Shanwei took the lamp and held it close to the floor. In this part of the warehouse, the floor wasn’t just stone under a layer of dirt and straw, but had gravel on top of it as well. Shanwei kicked at the gravel. “It’s cemented in place,” he said. Using a crowbar, one of the mercenaries pried some of the gravel up, exposing a wooden slab underneath.
Matilda stomped on it, then stepped back. “Hey, Medium Dave!”
Matilda’s mercenaries were mostly all large, brawny men and women like herself, but Medium Dave was at least a foot taller still.
He must have dialed back all his other attributes to nearly nothing to get an avatar that size, Ellison thought.
Dave took a long look at the gravel-covered floor. “Is it all one piece?” he asked.
Melissa jumped up and down on it. “Seems pretty solid,” she said.
“Try to find any edges or seams.” Dave stepped back as the other mercenaries started scraping away.
“Maybe there’s a hidden lever,” said Ellison.
“With this amount of mass?” said Dave. “That would require some serious counterweight and would be likely to break if used frequently.”
“I found something,” said one of the mercenaries. It was a flat iron handle, the rusty top set flush with the top of the wooden slap and almost indistinguishable in color. The mercenary pulled up on the handle and a three-foot-wide piece of gravel-covered wood came right up. It had been set into the slab, resting on the stone rim of the main warehouse floor on one side and a heavy wooden beam on the other. “There’s a ladder down there,” he said.
“You’re the smallest,” Matilda told Shanwei. “You can go first.”
Shanwei knelt down at the opening and lowered his oil lamp so he could see what was below.
“It’s a tunnel,” he said. “About six feet down.

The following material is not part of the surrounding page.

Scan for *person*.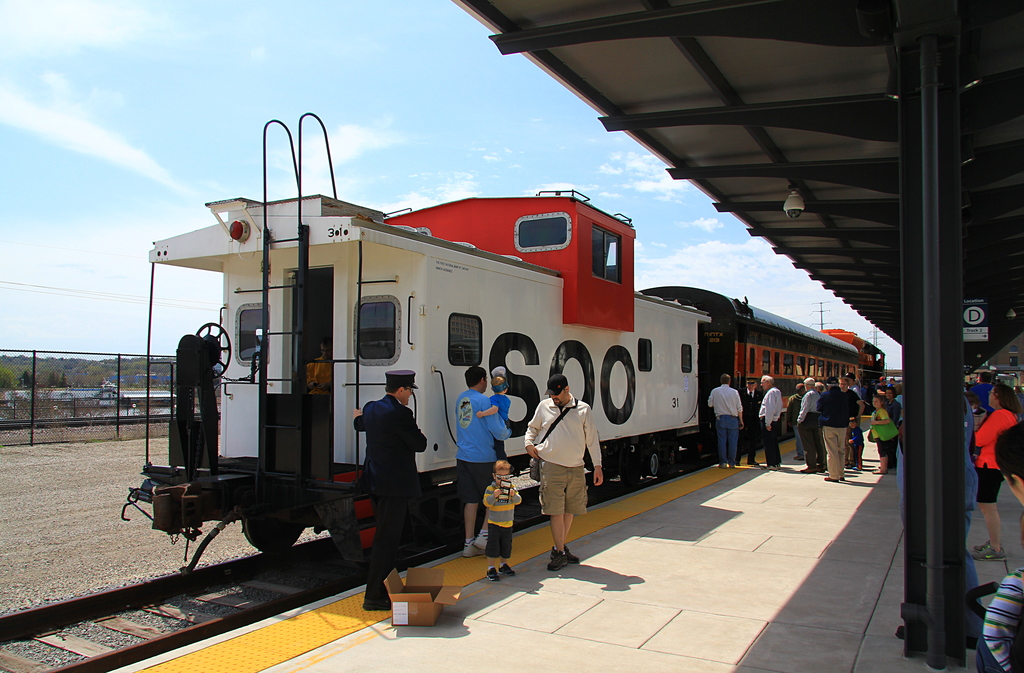
Scan result: 981 419 1023 672.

It’s going to be a tight fit for some of you.” He jumped up and gave the lamp to one of the mercenaries to hold, then took it back when he was half-way down the ladder.
“We’re going to need more people,” he called up. “And more lamps. The place is a labyrinth.” He moved away from the bottom of the ladder then came back again. “I think this one tunnel might go all the way down to the docks.”
“You heard the weasel,” said Matilda. “We need lamps. Probably some more pickaxes and crowbars.” She poked Ellison in the side. “You’re skinny. Go down there with Shanwei and find out where the tunnel comes out.”
This is exciting! Wynefrede and Raphe will finally be freed! I love the logical process that leads to the discovery of the trapdoor. Clever Shanwei!